Death The Harvester

Start your weekend with positive vibes with inspirational excerpts from the acclaimed book, ‘Homage Unto Ahura Mazda’ by Dasturji Dr. Maneckji Naserwanji Dhalla of Karachi.

 

Death the grim harvester is heedless of the seasons of life. Old age and sickness provide a rich harvest for it. As the frosty wind cuts off the buds that have not yet blossomed and flowered, so does death fall as a noiseless shadow upon sprouting human seedlings and blows its withering wind upon them. Its darkness closes on them and they freeze in its icy embrace and fade away in angelic childhood.

Like the farmer that mows down grass in the field, death swings its sickle and takes away vast numbers in the heyday of their summer. Still others it strikes mercilessly in the full vigour of their lives, before their life-work is finished and they have enjoyed the greatness they have built.

Thou hast ordained in Thy wisdom, O Wise Lord, that men cannot die at their will. There are those that have well borne the burden of life and it is time for them to rest. Death to them is sweeter than life and in vain do they long for liberating death. They should have long since shaken the dust from off their feet and gone the way their fathers had gone. But still do they live and live to see the younger ones of their households snatched from them in the morning of their lives. In bed do they linger suffering excruciating agonies of pain. When the beatings of the wings of the tantalizing death are heard at last, death seems to be stalking with cruel slowness leisurely moving with feet of lead and leaves them long writhing in the convulsions of the fading life.

Help me, Ahura Mazda, to be strong in virtue, robust in righteousness, and undaunted in goodness that I may make light of death and frighten and fight it and go on strenuously working every day and every hour of my short life for furtherance of goodness in thy world. Grant in Thy mercy, that when death may in the end triumph over me and cast its dismal shadow on my face and close my eyes forever to the world, I may peacefully resign myself in the arms of eternal sleep in supreme satisfaction of having played my part well during the short span of my life.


Task directions
Copy out all of the lines below exactly; the pictures do not belong in the copy.

..........

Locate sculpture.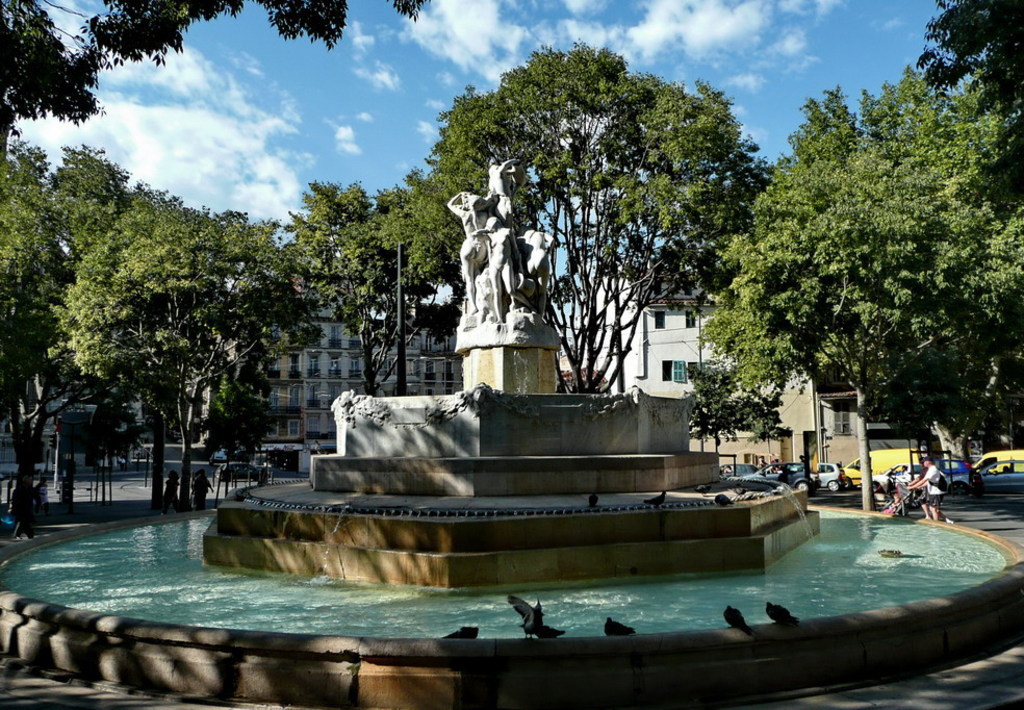
Bounding box: (455, 159, 561, 353).
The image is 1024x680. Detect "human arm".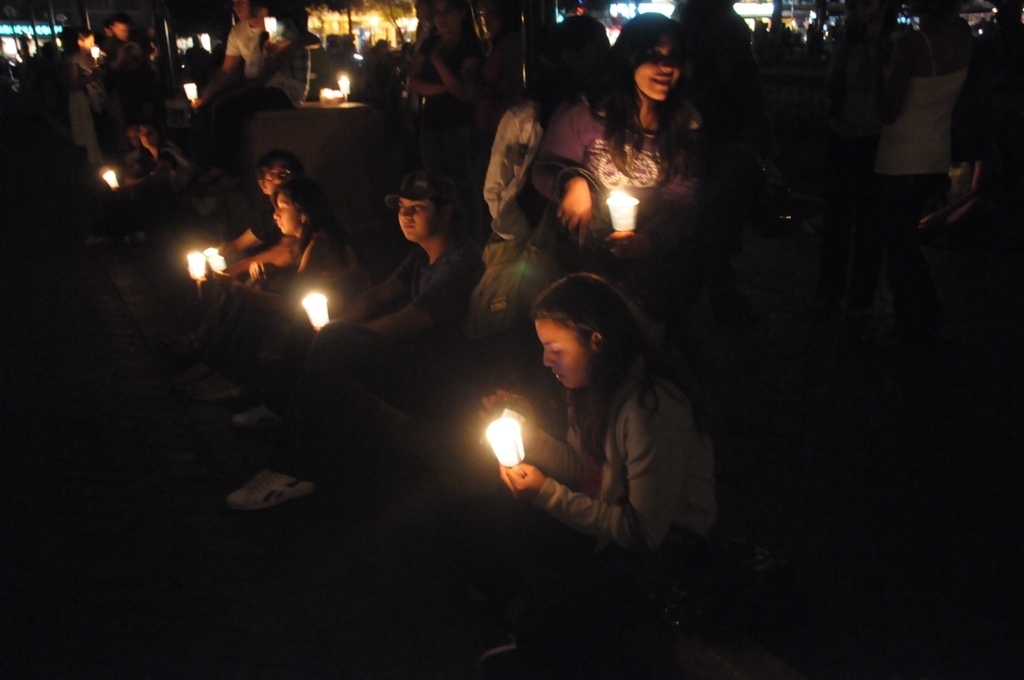
Detection: pyautogui.locateOnScreen(399, 36, 444, 100).
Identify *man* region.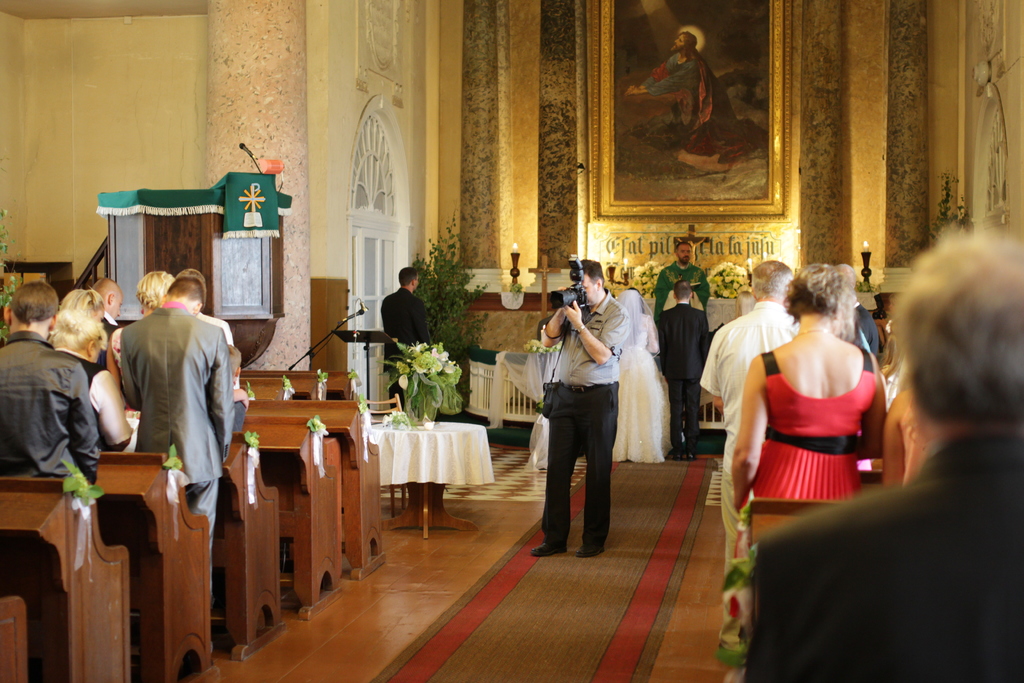
Region: bbox=(655, 281, 717, 454).
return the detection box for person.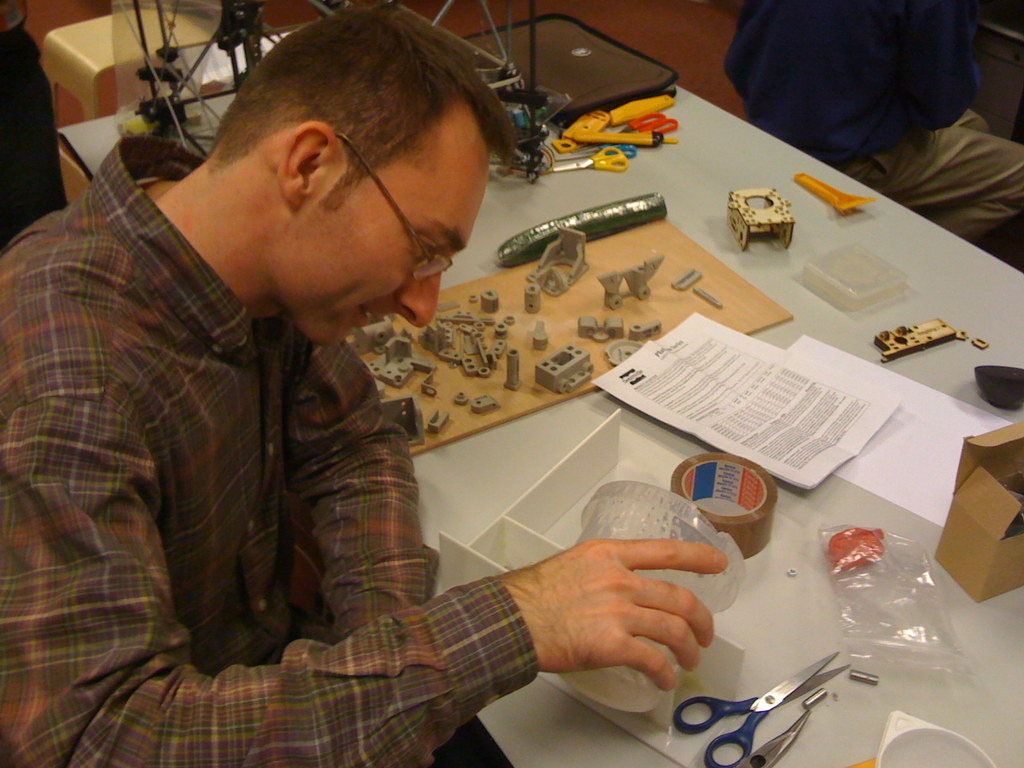
box(723, 0, 1023, 241).
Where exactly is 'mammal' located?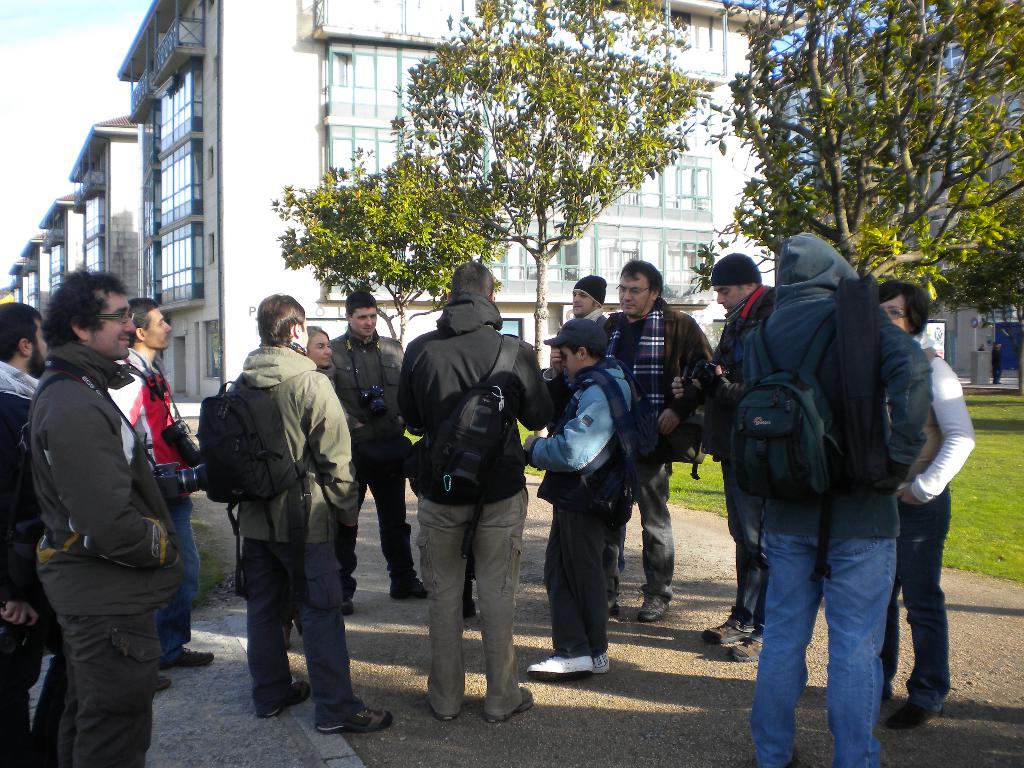
Its bounding box is <region>287, 323, 337, 647</region>.
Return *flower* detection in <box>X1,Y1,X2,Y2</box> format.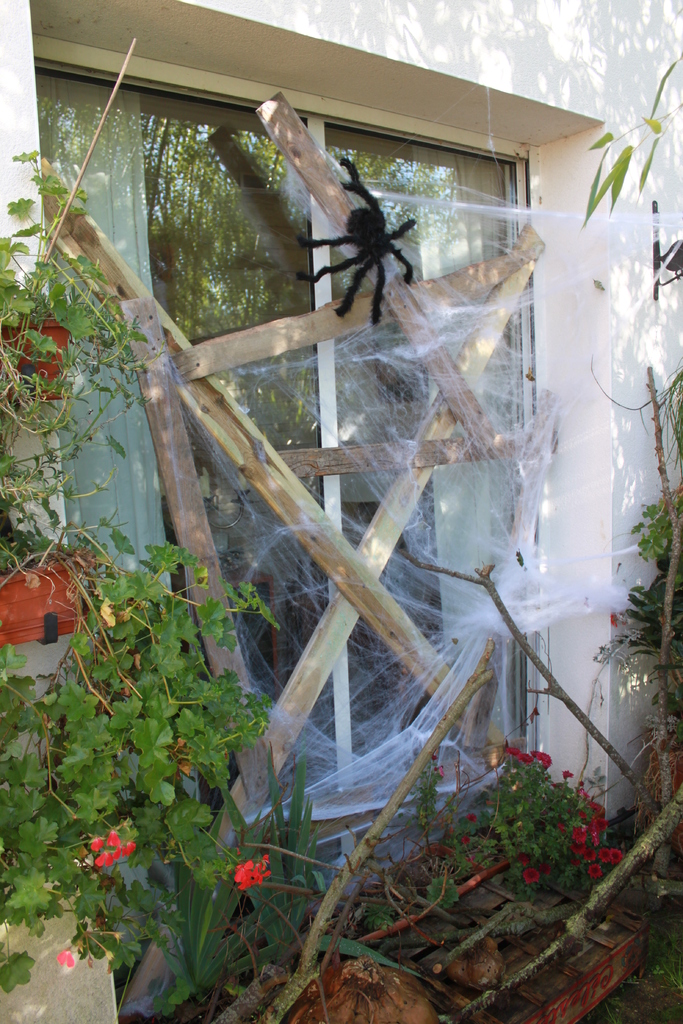
<box>605,611,618,628</box>.
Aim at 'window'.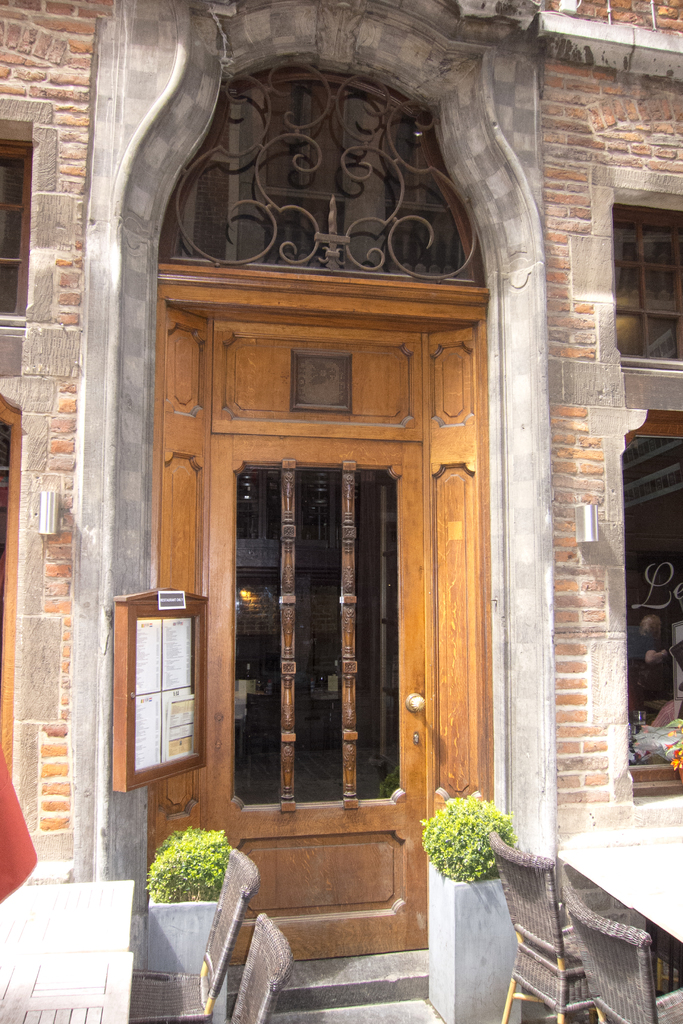
Aimed at x1=625 y1=410 x2=682 y2=804.
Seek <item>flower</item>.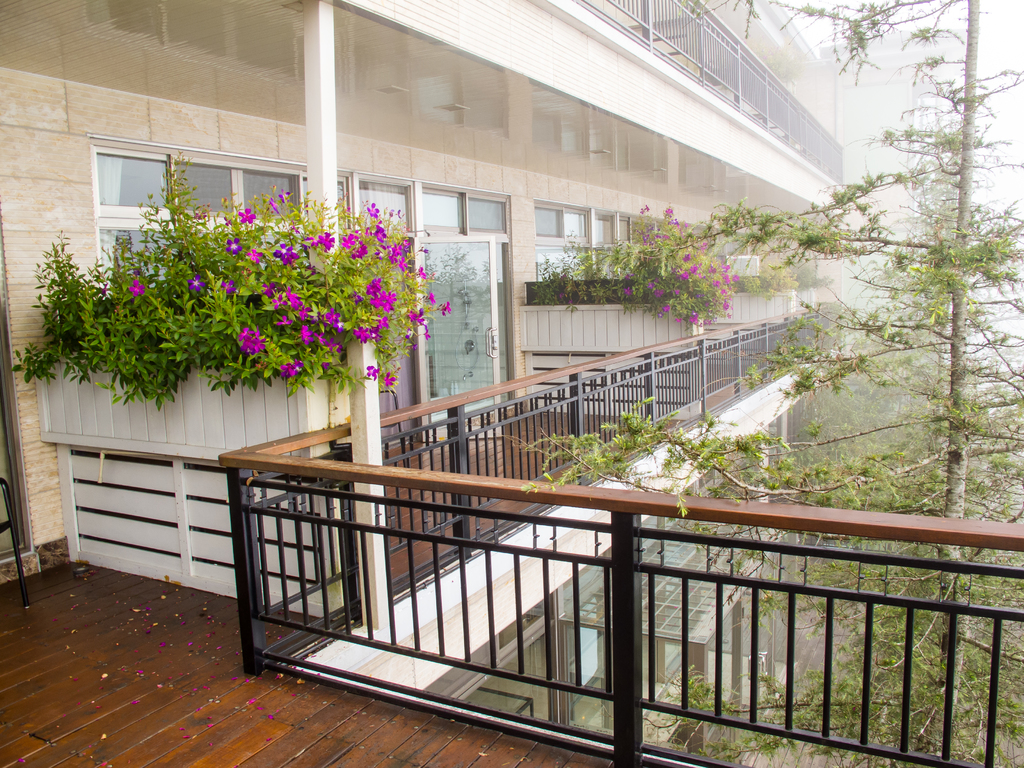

..........

Response below
Locate sculpture.
Bounding box: (455, 159, 561, 353).
The image is 1024x680. Detect "human arm".
Detection: pyautogui.locateOnScreen(399, 36, 444, 100).
Identify *man* region.
Region: bbox=(655, 281, 717, 454).
return the detection box for person.
box(723, 0, 1023, 241).
Where exactly is 'mammal' located?
Its bounding box is <region>287, 323, 337, 647</region>.
Return *flower* detection in <box>X1,Y1,X2,Y2</box> format.
<box>605,611,618,628</box>.
Aim at 'window'.
Aimed at x1=625 y1=410 x2=682 y2=804.
Seek <item>flower</item>.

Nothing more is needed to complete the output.